Friday, August 5, 2011

Vote

The jello fight is a once-per summer event and always one of the highlights. This is our fourth year doing it, so we should have perfected it by now. But that was not the case this week.

Despite the fact that we’ve been planning on having the jello fight on Thursday of this week since May (or really, since September of last year when I planned this theme week), we didn’t actually order the jello until earlier this week. But then there was an issue with the delivery and so it wasn’t here on Tuesday when we planned to make it.

We scrambled around and Cook G attempted to find extra packages at her school, but ultimately, we couldn’t scrounge enough. So we moved the jello fight to later on Thursday night. The food delivery was supposed to get to camp around 1pm, and if we were there waiting for it and could make jello as fast as we could, it should be enough time to set up for an evening jello fight.

Except that the truck was late and didn’t arrive until almost 3:30pm. PDS, APDA and I met the truck and made 60 gallons of jello in a record amount of time. And then we prayed that it would set so we could have a jello fight at 7pm.

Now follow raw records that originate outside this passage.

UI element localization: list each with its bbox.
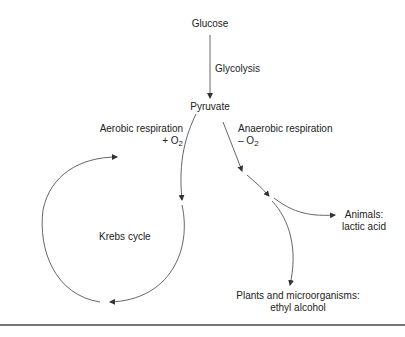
glucose-label: Glucose: [185, 18, 235, 30]
anaerobic-subscript: 2: [254, 139, 258, 148]
aerobic-arrow: [181, 114, 196, 200]
animals-label: Animals: lactic acid: [336, 209, 392, 233]
anaerobic-sign: – O: [238, 135, 254, 146]
krebs-cycle-arc-top: [110, 205, 184, 302]
glycolysis-label: Glycolysis: [215, 63, 260, 75]
anaerobic-oxygen: – O2: [238, 135, 333, 148]
aerobic-sign: + O: [162, 135, 178, 146]
plants-line1: Plants and microorganisms:: [228, 290, 368, 302]
krebs-cycle-label: Krebs cycle: [99, 231, 151, 243]
plants-label: Plants and microorganisms: ethyl alcohol: [228, 290, 368, 314]
diagram-canvas: [0, 0, 405, 337]
aerobic-line1: Aerobic respiration: [80, 123, 183, 135]
aerobic-oxygen: + O2: [80, 135, 183, 148]
pyruvate-label: Pyruvate: [182, 101, 238, 113]
animals-arrow: [274, 198, 335, 215]
anaerobic-respiration-label: Anaerobic respiration – O2: [238, 123, 333, 148]
aerobic-subscript: 2: [179, 139, 183, 148]
animals-line2: lactic acid: [336, 221, 392, 233]
krebs-cycle-arc-left: [42, 157, 117, 302]
plants-line2: ethyl alcohol: [228, 302, 368, 314]
plants-arrow: [272, 201, 293, 285]
aerobic-respiration-label: Aerobic respiration + O2: [80, 123, 183, 148]
bottom-rule: [0, 324, 405, 326]
animals-line1: Animals:: [336, 209, 392, 221]
anaerobic-arrow-2: [247, 175, 269, 196]
anaerobic-line1: Anaerobic respiration: [238, 123, 333, 135]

But even prayer can’t make that much jello set. So our only option was to move the jello fight to Friday morning. The jello fight is the whole reason kids sign up for Ooey Gooey week. And we had 60 gallons of jello setting in the refrigerator, which is way too much to ever eat and expensive to just throw away. Friday mornings are busy with packing, closing ceremony and end of the week activities, so adding a jello fight (which is followed by jumping in the lake to wash off) not only would throw off the schedule, but would also mean that kids would be putting freshly sticky and wet clothes into their suitcases (which ordinarily would be packed and ready to go first thing in the morning).

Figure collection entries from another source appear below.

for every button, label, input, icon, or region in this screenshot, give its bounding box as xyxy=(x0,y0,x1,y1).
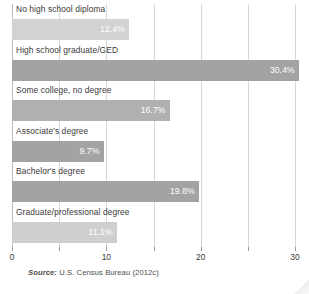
bar: 16.7% xyxy=(12,100,170,121)
bar-row: Associate's degree9.7% xyxy=(12,126,295,167)
bar-value-label: 12.4% xyxy=(100,19,125,40)
x-tick-label-10: 10 xyxy=(102,252,111,262)
category-label: Graduate/professional degree xyxy=(16,207,130,217)
bar: 30.4% xyxy=(12,60,299,81)
source-label: Source: xyxy=(28,268,57,277)
bar-row: Some college, no degree16.7% xyxy=(12,85,295,126)
x-tick-mark-25 xyxy=(248,247,249,251)
gridline-30 xyxy=(295,4,296,247)
x-tick-label-30: 30 xyxy=(290,252,299,262)
category-label: Associate's degree xyxy=(16,126,88,136)
bar-value-label: 30.4% xyxy=(270,60,295,81)
bar-row: Graduate/professional degree11.1% xyxy=(12,207,295,248)
bar: 12.4% xyxy=(12,19,129,40)
bar-row: High school graduate/GED30.4% xyxy=(12,45,295,86)
bar: 19.8% xyxy=(12,181,199,202)
x-tick-label-20: 20 xyxy=(196,252,205,262)
source-note: Source: U.S. Census Bureau (2012c) xyxy=(28,268,159,277)
x-axis: 0102030 xyxy=(12,247,295,263)
x-tick-mark-0 xyxy=(12,247,13,251)
bar-row: No high school diploma12.4% xyxy=(12,4,295,45)
bar-value-label: 16.7% xyxy=(141,100,166,121)
bar: 9.7% xyxy=(12,141,104,162)
x-tick-mark-20 xyxy=(201,247,202,251)
page-corner-artifact xyxy=(293,278,309,294)
bar-rows: No high school diploma12.4%High school g… xyxy=(12,4,295,247)
bar-chart-figure: No high school diploma12.4%High school g… xyxy=(0,0,309,294)
source-text: U.S. Census Bureau (2012c) xyxy=(57,268,159,277)
bar-value-label: 19.8% xyxy=(170,181,195,202)
x-tick-mark-10 xyxy=(106,247,107,251)
category-label: No high school diploma xyxy=(16,4,105,14)
bar-value-label: 11.1% xyxy=(88,222,112,243)
x-tick-label-0: 0 xyxy=(10,252,15,262)
plot-area: No high school diploma12.4%High school g… xyxy=(12,4,295,247)
x-tick-mark-30 xyxy=(295,247,296,251)
bar-row: Bachelor's degree19.8% xyxy=(12,166,295,207)
bar: 11.1% xyxy=(12,222,117,243)
category-label: High school graduate/GED xyxy=(16,45,118,55)
x-tick-mark-15 xyxy=(154,247,155,251)
bar-value-label: 9.7% xyxy=(80,141,100,162)
category-label: Some college, no degree xyxy=(16,85,111,95)
x-tick-mark-5 xyxy=(59,247,60,251)
category-label: Bachelor's degree xyxy=(16,166,85,176)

Lead Staff and I sat down and re-worked the schedule. If we kept everything right on time, it would be possible to squeeze it in without losing anything. So right after praise and worship (which was supposed to be right before the jello fight), I took all of the staff with me and PDP went into the chapel to tell the kids the plan.

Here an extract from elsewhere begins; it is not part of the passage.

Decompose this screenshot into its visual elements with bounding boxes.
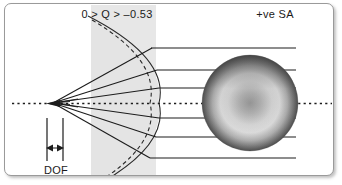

I explained the importance of sticking to the schedule, being organized, giving the kids clear expectations and let them know that each cabin would also have a Lead Staff member assigned to help get the kids from the beach, changed into dry clothes, finish packing, get their stuff out to the field, and stay on schedule.

Meanwhile, in the chapel, PDP went with a strategy I wouldn’t ever recommend- he let the kids vote. He told them an elaborate story of how we are all set to have a jello fight, but then someone offered us MORE jello, but it wasn’t ready yet. So we could have “a regular jello fight tonight, or we could have an EXTREME jello fight tomorrow”. And then he let them vote. They voted to play Capture the Flag last night and have an EXTREME jello fight today.

When PDP told me his strategy, I marveled at his gumption. “What was your back up plan if they voted to have the jello fight tonight?” I asked. He didn’t have one. Impressive. Or crazy.

But in the end, everything worked out. Our plan went perfectly today and we were even slightly ahead of schedule. Kids left camp still slightly sticky, but very happy. Success.